In the early stages when you are first learning how people with disabilities interact with the web, it is usually best to get people with a fairly high experience level. (Involving Users in Evaluating Web Accessibility says more about different experience levels in later evaluation phases.)
Working with Users
Follow common practices for working with people informally and formally, for example:
- Develop appropriate relationships with your users. For example, spending time talking informally over lunch may help you work together more comfortably.
- Ensure informed consent and other research ethics. For example, tell participants in studies that they are free to stop at any time.
- Treat people with disabilities and older users with the respect you would any other users. For example, respect their time and provide appropriate compensation.
There are resources on the web that provide detailed guidance on working with users.
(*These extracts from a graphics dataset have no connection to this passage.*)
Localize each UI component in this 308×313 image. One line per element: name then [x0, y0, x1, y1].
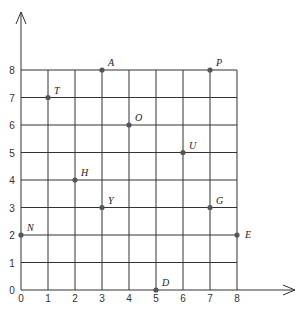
point-label: P [215, 57, 222, 68]
point-marker-icon [234, 232, 239, 237]
point-marker-icon [153, 287, 158, 292]
point-marker-icon [207, 67, 212, 72]
point-label: Y [108, 195, 115, 206]
x-tick-labels: 012345678 [18, 293, 240, 304]
y-tick-label: 1 [9, 258, 15, 269]
y-tick-label: 3 [9, 203, 15, 214]
point-label: E [244, 229, 251, 240]
point-marker-icon [126, 122, 131, 127]
point-label: T [54, 85, 61, 96]
point-marker-icon [99, 205, 104, 210]
y-tick-label: 4 [9, 175, 15, 186]
y-tick-label: 0 [9, 285, 15, 296]
x-tick-label: 7 [207, 293, 213, 304]
y-tick-label: 7 [9, 93, 15, 104]
point-label: D [161, 277, 170, 288]
x-tick-label: 1 [45, 293, 51, 304]
point-label: U [189, 140, 197, 151]
point-label: O [135, 112, 142, 123]
grid-canvas: 012345678 012345678 APTOUHYGNED [0, 0, 308, 313]
point-marker-icon [72, 177, 77, 182]
point-label: N [26, 222, 35, 233]
point-marker-icon [45, 95, 50, 100]
point-marker-icon [99, 67, 104, 72]
point-marker-icon [207, 205, 212, 210]
x-tick-label: 0 [18, 293, 24, 304]
point-marker-icon [180, 150, 185, 155]
point-label: G [216, 195, 223, 206]
x-tick-label: 8 [234, 293, 240, 304]
x-tick-label: 4 [126, 293, 132, 304]
y-tick-label: 2 [9, 230, 15, 241]
grid-lines [21, 70, 237, 290]
y-tick-label: 8 [9, 65, 15, 76]
y-tick-labels: 012345678 [9, 65, 15, 296]
coordinate-grid-diagram: 012345678 012345678 APTOUHYGNED [0, 0, 308, 313]
x-tick-label: 3 [99, 293, 105, 304]
point-marker-icon [18, 232, 23, 237]
x-tick-label: 6 [180, 293, 186, 304]
point-label: H [80, 167, 89, 178]
y-tick-label: 5 [9, 148, 15, 159]
y-tick-label: 6 [9, 120, 15, 131]
point-label: A [107, 57, 115, 68]
x-tick-label: 5 [153, 293, 159, 304]
x-tick-label: 2 [72, 293, 78, 304]
plotted-points: APTOUHYGNED [18, 57, 251, 293]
For example:
- The RESPECT Code of Practice
- Interacting with People with Disabilities, Assistive Technology and Location
- Specific considerations for users with cognitive and learning disabilities, including sample consent forms:
Combine User Involvement with Standards
Including users with disabilities and older users with accessibility needs is key to making your accessibility efforts more effective and more efficient. Yet that alone cannot address all issues. Even large projects cannot cover the diversity of disabilities, adaptive strategies, and assistive technologies. That is the role of accessibility standards.
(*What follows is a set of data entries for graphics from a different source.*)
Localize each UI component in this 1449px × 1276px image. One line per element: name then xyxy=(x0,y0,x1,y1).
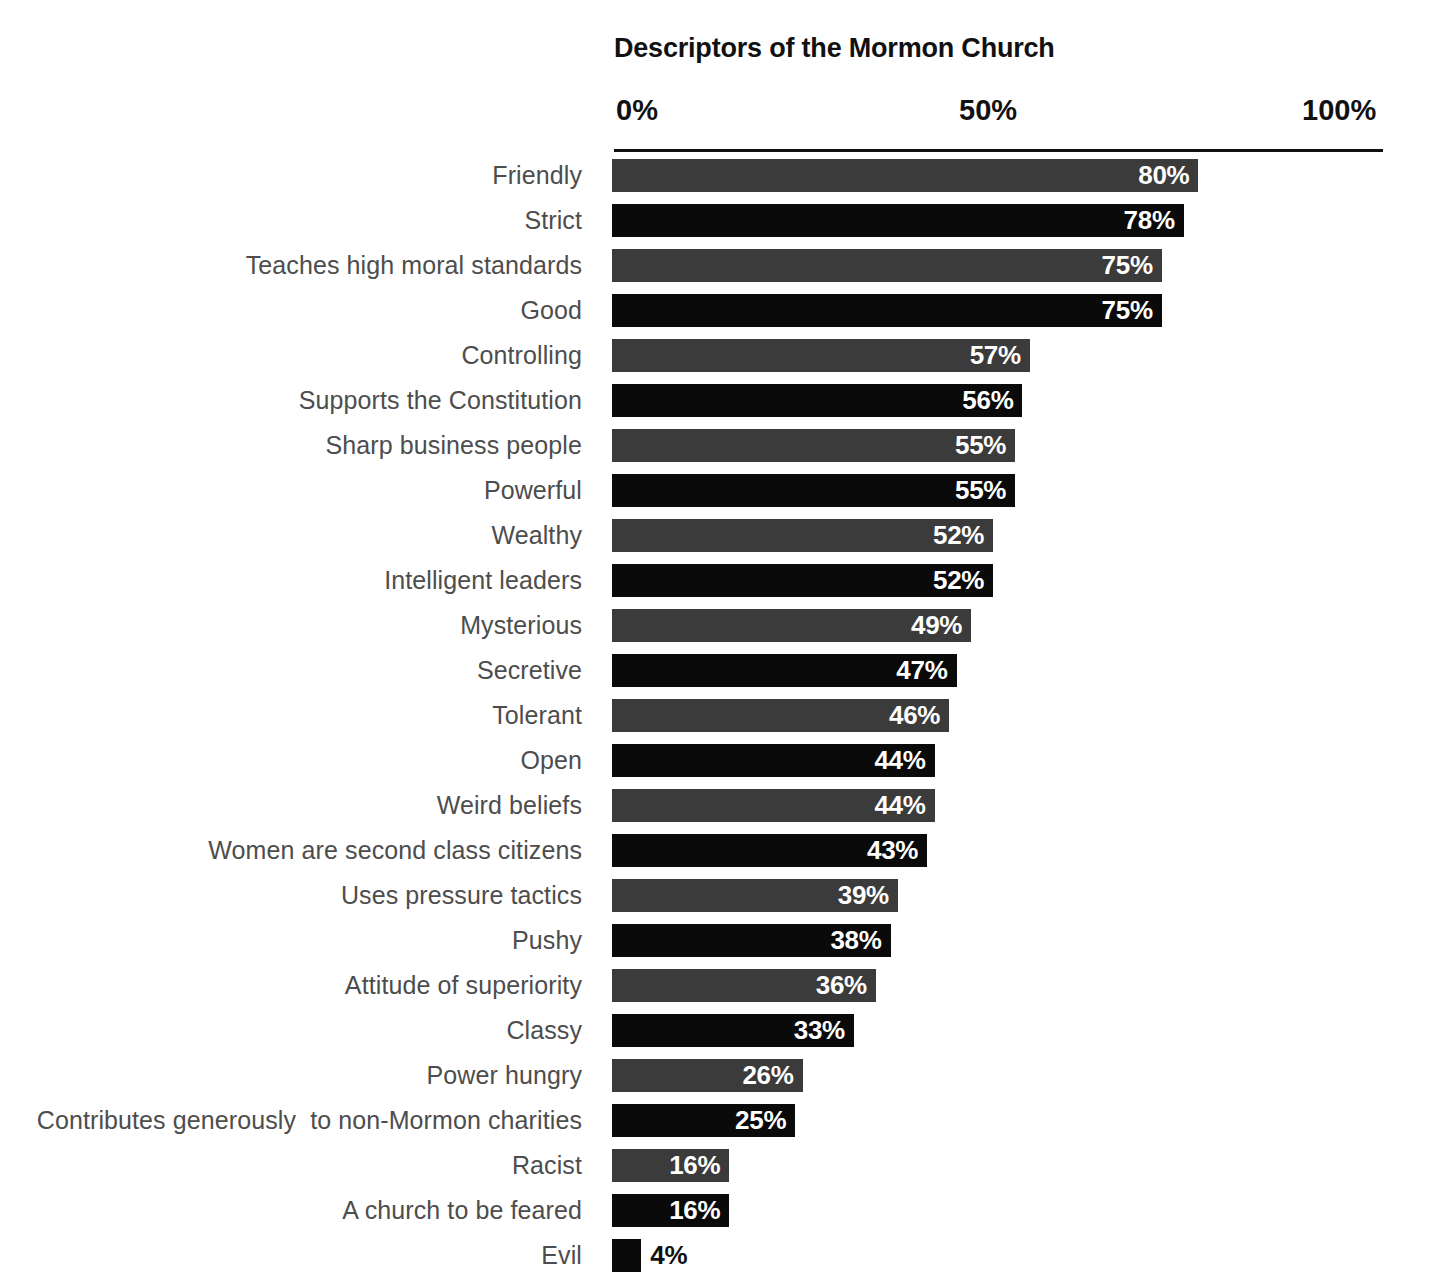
bar-row: Evil4% xyxy=(0,1239,1449,1276)
bar: 80% xyxy=(612,159,1198,192)
bar-track: 78% xyxy=(612,204,1412,237)
bar: 16% xyxy=(612,1194,729,1227)
bar-track: 47% xyxy=(612,654,1412,687)
bar-row: Good75% xyxy=(0,294,1449,339)
x-axis-line xyxy=(614,149,1383,152)
bar-category-label: Mysterious xyxy=(460,609,582,642)
x-axis-tick-0: 0% xyxy=(616,96,658,125)
bar-value-label: 78% xyxy=(1124,204,1175,237)
bar-row: Friendly80% xyxy=(0,159,1449,204)
bar-row: Pushy38% xyxy=(0,924,1449,969)
bar-category-label: Women are second class citizens xyxy=(208,834,582,867)
bar-row: Sharp business people55% xyxy=(0,429,1449,474)
bar-row: Strict78% xyxy=(0,204,1449,249)
bar-category-label: Power hungry xyxy=(427,1059,582,1092)
bar-track: 55% xyxy=(612,429,1412,462)
bar-category-label: Open xyxy=(520,744,582,777)
bar: 47% xyxy=(612,654,957,687)
plot-area: Friendly80%Strict78%Teaches high moral s… xyxy=(0,159,1449,1276)
bar-row: Teaches high moral standards75% xyxy=(0,249,1449,294)
bar-track: 4% xyxy=(612,1239,1412,1272)
bar-track: 44% xyxy=(612,789,1412,822)
bar: 43% xyxy=(612,834,927,867)
bar-category-label: Weird beliefs xyxy=(437,789,582,822)
bar: 52% xyxy=(612,519,993,552)
bar-row: Open44% xyxy=(0,744,1449,789)
bar: 75% xyxy=(612,294,1162,327)
bar-track: 25% xyxy=(612,1104,1412,1137)
bar-category-label: Tolerant xyxy=(492,699,582,732)
x-axis-tick-labels: 0% 50% 100% xyxy=(0,96,1449,136)
bar: 4% xyxy=(612,1239,641,1272)
bar-value-label: 36% xyxy=(816,969,867,1002)
bar: 55% xyxy=(612,429,1015,462)
bar-track: 57% xyxy=(612,339,1412,372)
bar-value-label: 43% xyxy=(867,834,918,867)
bar-category-label: A church to be feared xyxy=(342,1194,582,1227)
bar-value-label: 57% xyxy=(970,339,1021,372)
bar-row: Supports the Constitution56% xyxy=(0,384,1449,429)
bar-value-label: 47% xyxy=(896,654,947,687)
bar-value-label: 80% xyxy=(1138,159,1189,192)
bar-track: 26% xyxy=(612,1059,1412,1092)
bar-category-label: Strict xyxy=(524,204,582,237)
bar-category-label: Teaches high moral standards xyxy=(246,249,582,282)
bar-category-label: Sharp business people xyxy=(326,429,582,462)
bar-category-label: Pushy xyxy=(512,924,582,957)
bar-category-label: Friendly xyxy=(492,159,582,192)
bar-row: Mysterious49% xyxy=(0,609,1449,654)
bar-value-label: 16% xyxy=(669,1149,720,1182)
bar: 16% xyxy=(612,1149,729,1182)
bar: 36% xyxy=(612,969,876,1002)
bar-value-label: 44% xyxy=(874,789,925,822)
bar-row: Wealthy52% xyxy=(0,519,1449,564)
bar-category-label: Controlling xyxy=(461,339,582,372)
bar: 38% xyxy=(612,924,891,957)
bar-track: 55% xyxy=(612,474,1412,507)
bar-track: 80% xyxy=(612,159,1412,192)
bar-value-label: 46% xyxy=(889,699,940,732)
bar-category-label: Classy xyxy=(506,1014,582,1047)
bar-value-label: 52% xyxy=(933,519,984,552)
bar-value-label: 25% xyxy=(735,1104,786,1137)
bar-value-label: 56% xyxy=(962,384,1013,417)
bar: 25% xyxy=(612,1104,795,1137)
bar-category-label: Evil xyxy=(541,1239,582,1272)
bar: 46% xyxy=(612,699,949,732)
bar-value-label: 49% xyxy=(911,609,962,642)
bar-track: 49% xyxy=(612,609,1412,642)
bar-row: Tolerant46% xyxy=(0,699,1449,744)
bar-row: Controlling57% xyxy=(0,339,1449,384)
bar-track: 56% xyxy=(612,384,1412,417)
bar-value-label: 38% xyxy=(830,924,881,957)
bar: 39% xyxy=(612,879,898,912)
bar-track: 16% xyxy=(612,1149,1412,1182)
bar: 44% xyxy=(612,744,935,777)
bar: 78% xyxy=(612,204,1184,237)
bar-row: Racist16% xyxy=(0,1149,1449,1194)
bar-value-label: 75% xyxy=(1102,294,1153,327)
bar-track: 33% xyxy=(612,1014,1412,1047)
bar-value-label: 52% xyxy=(933,564,984,597)
bar-value-label: 26% xyxy=(742,1059,793,1092)
bar-category-label: Intelligent leaders xyxy=(384,564,582,597)
bar-category-label: Contributes generously to non-Mormon cha… xyxy=(37,1104,582,1137)
bar: 49% xyxy=(612,609,971,642)
bar: 56% xyxy=(612,384,1022,417)
bar-row: Weird beliefs44% xyxy=(0,789,1449,834)
bar-track: 75% xyxy=(612,294,1412,327)
bar-value-label: 16% xyxy=(669,1194,720,1227)
bar-track: 44% xyxy=(612,744,1412,777)
bar: 75% xyxy=(612,249,1162,282)
bar-row: Powerful55% xyxy=(0,474,1449,519)
bar-row: Power hungry26% xyxy=(0,1059,1449,1104)
bar: 33% xyxy=(612,1014,854,1047)
bar-value-label: 4% xyxy=(650,1239,687,1272)
bar-track: 39% xyxy=(612,879,1412,912)
bar-category-label: Attitude of superiority xyxy=(345,969,582,1002)
bar-row: Attitude of superiority36% xyxy=(0,969,1449,1014)
bar-value-label: 33% xyxy=(794,1014,845,1047)
bar-category-label: Wealthy xyxy=(491,519,582,552)
bar: 55% xyxy=(612,474,1015,507)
- For websites and web applications, using comprehensive standards such as Web Content Accessibility Guidelines (WCAG) helps ensure that you address all issues. Combine user involvement with evaluating conformance to WCAG to ensure that accessibility is provided to users with a range of disabilities and situations.
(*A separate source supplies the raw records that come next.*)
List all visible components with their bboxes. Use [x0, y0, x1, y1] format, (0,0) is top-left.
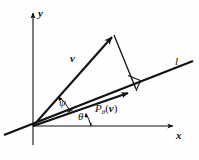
- angle-psi-label: ψ: [59, 97, 66, 108]
- figure-canvas: [0, 0, 199, 160]
- vector-v-label: v: [70, 53, 75, 64]
- y-axis-label: y: [38, 8, 43, 19]
- projection-label-close-paren: ): [114, 102, 118, 114]
- angle-theta-label: θ: [78, 111, 83, 122]
- projection-label-P: P: [95, 102, 102, 114]
- line-l-label: l: [175, 56, 178, 67]
- projection-label: Pθ(v): [95, 103, 117, 116]
- x-axis-label: x: [176, 130, 182, 141]
- angle-arc-theta: [85, 113, 91, 126]
- perpendicular-segment: [114, 35, 136, 89]
- geometry-figure: y x l v ψ θ Pθ(v): [0, 0, 199, 160]
- line-l: [4, 61, 193, 135]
- For authoring tools such as content management systems (CMS), blog software, and WYSIWYG editors, follow Authoring Tool Accessibility Guidelines (ATAG).
- For browsers, media players, and other ‘user agents’, follow User Agent Accessibility Guidelines (UAAG).
More Information and Guidance
This document briefly addresses a few points of a very complex topic. Many resources on other aspects of involving users throughout projects are available on the web, such as:
- Involving Users in Evaluating Web Accessibility provides more details on specifically on evaluation with users.
- Just Ask: Integrating Accessibility Throughout Design provides detailed guidance on incorporating accessibility throughout projects. For example, see Incorporating Accessibility Early and Throughout.
Terminology
- adaptive strategies
- Adaptive strategies are techniques that people with disabilities use to improve interaction with the web. For example, increasing the font size in a common browser. Adaptive strategies include techniques with mainstream browsers or with assistive technologies.
- assistive technologies
- Assistive technologies are software or equipment that people with disabilities use to improve interaction with the web. For example, screen readers that read aloud web pages for people who cannot read text, screen magnifiers for people with some types of low vision, and voice recognition software and selection switches for people who cannot use a keyboard or mouse.
- user characteristics
- User characteristics typically include things like age, job responsibilities, software, hardware, environment (for example, home, shared office, private office, shared public terminal), computer experience, and web experience. User characteristics can also include type of disability, adaptive strategies used, and experience with specific assistive technologies.
- web content
- Web “content” generally refers to the information in a web page or web application, including text, images, forms, sounds, and such. More specific definitions are available in the WCAG documents, which are linked from the Web Content Accessibility Guidelines (WCAG) Overview.